Work instruction — Which of the lines below mention the word "size"? Pull each one out.

Dataset records —
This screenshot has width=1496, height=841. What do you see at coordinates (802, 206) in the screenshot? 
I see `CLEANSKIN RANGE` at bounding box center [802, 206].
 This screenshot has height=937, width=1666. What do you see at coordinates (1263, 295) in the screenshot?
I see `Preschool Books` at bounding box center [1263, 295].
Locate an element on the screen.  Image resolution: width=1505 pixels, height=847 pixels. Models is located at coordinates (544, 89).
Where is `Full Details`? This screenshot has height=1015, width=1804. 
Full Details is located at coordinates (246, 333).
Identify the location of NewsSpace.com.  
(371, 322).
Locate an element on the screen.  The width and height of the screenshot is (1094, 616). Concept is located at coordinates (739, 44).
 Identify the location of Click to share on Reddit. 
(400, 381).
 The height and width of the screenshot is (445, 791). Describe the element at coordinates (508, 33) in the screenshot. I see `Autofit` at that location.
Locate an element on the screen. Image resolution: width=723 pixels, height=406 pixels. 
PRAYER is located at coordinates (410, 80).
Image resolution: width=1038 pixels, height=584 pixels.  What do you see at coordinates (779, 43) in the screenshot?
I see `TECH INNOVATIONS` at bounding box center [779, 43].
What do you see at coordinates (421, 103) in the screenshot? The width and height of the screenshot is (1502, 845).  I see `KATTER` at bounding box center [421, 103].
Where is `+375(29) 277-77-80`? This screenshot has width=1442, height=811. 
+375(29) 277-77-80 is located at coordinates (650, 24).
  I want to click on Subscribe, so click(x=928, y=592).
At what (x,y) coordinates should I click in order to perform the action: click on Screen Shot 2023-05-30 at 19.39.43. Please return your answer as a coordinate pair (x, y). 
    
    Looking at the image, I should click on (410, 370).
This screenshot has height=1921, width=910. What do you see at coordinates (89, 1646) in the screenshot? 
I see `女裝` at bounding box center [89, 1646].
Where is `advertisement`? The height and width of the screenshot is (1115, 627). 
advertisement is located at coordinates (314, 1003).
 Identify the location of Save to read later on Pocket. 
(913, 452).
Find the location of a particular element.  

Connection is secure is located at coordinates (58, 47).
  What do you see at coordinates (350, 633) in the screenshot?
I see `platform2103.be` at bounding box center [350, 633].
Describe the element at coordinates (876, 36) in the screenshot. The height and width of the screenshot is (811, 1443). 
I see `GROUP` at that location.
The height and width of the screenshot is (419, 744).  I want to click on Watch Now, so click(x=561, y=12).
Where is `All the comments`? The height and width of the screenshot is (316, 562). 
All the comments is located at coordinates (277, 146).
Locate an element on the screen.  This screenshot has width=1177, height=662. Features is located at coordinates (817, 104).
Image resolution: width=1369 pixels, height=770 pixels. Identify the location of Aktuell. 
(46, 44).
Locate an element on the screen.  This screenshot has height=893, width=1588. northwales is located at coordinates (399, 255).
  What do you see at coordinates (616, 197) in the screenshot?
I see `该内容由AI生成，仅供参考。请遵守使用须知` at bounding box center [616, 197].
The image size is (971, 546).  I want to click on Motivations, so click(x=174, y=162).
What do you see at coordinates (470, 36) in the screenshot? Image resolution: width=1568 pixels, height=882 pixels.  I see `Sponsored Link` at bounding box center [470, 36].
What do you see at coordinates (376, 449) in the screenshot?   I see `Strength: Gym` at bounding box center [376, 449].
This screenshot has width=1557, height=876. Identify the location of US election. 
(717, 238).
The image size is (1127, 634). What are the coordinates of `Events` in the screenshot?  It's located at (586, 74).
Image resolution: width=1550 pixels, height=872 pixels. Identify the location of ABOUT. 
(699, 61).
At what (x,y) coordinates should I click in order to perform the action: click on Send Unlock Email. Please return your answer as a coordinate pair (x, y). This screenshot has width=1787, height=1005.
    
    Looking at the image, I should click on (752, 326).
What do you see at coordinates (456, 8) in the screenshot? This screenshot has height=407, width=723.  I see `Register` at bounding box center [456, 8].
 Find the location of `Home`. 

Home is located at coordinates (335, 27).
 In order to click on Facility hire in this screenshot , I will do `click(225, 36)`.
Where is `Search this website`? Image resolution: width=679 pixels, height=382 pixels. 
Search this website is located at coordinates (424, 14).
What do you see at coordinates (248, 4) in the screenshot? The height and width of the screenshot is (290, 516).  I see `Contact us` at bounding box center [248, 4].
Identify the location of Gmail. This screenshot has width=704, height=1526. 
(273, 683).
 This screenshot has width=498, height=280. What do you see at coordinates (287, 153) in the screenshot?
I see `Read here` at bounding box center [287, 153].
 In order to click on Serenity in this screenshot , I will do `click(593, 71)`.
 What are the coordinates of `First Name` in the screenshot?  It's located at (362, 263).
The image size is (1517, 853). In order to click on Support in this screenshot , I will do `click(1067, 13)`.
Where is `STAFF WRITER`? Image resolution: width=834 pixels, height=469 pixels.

Written reply —
The image size is (971, 546).  I want to click on Motivations, so click(x=174, y=162).
The image size is (1127, 634). What are the coordinates of `Events` in the screenshot?  It's located at (586, 74).
The image size is (1517, 853). In order to click on Support in this screenshot , I will do `click(1067, 13)`.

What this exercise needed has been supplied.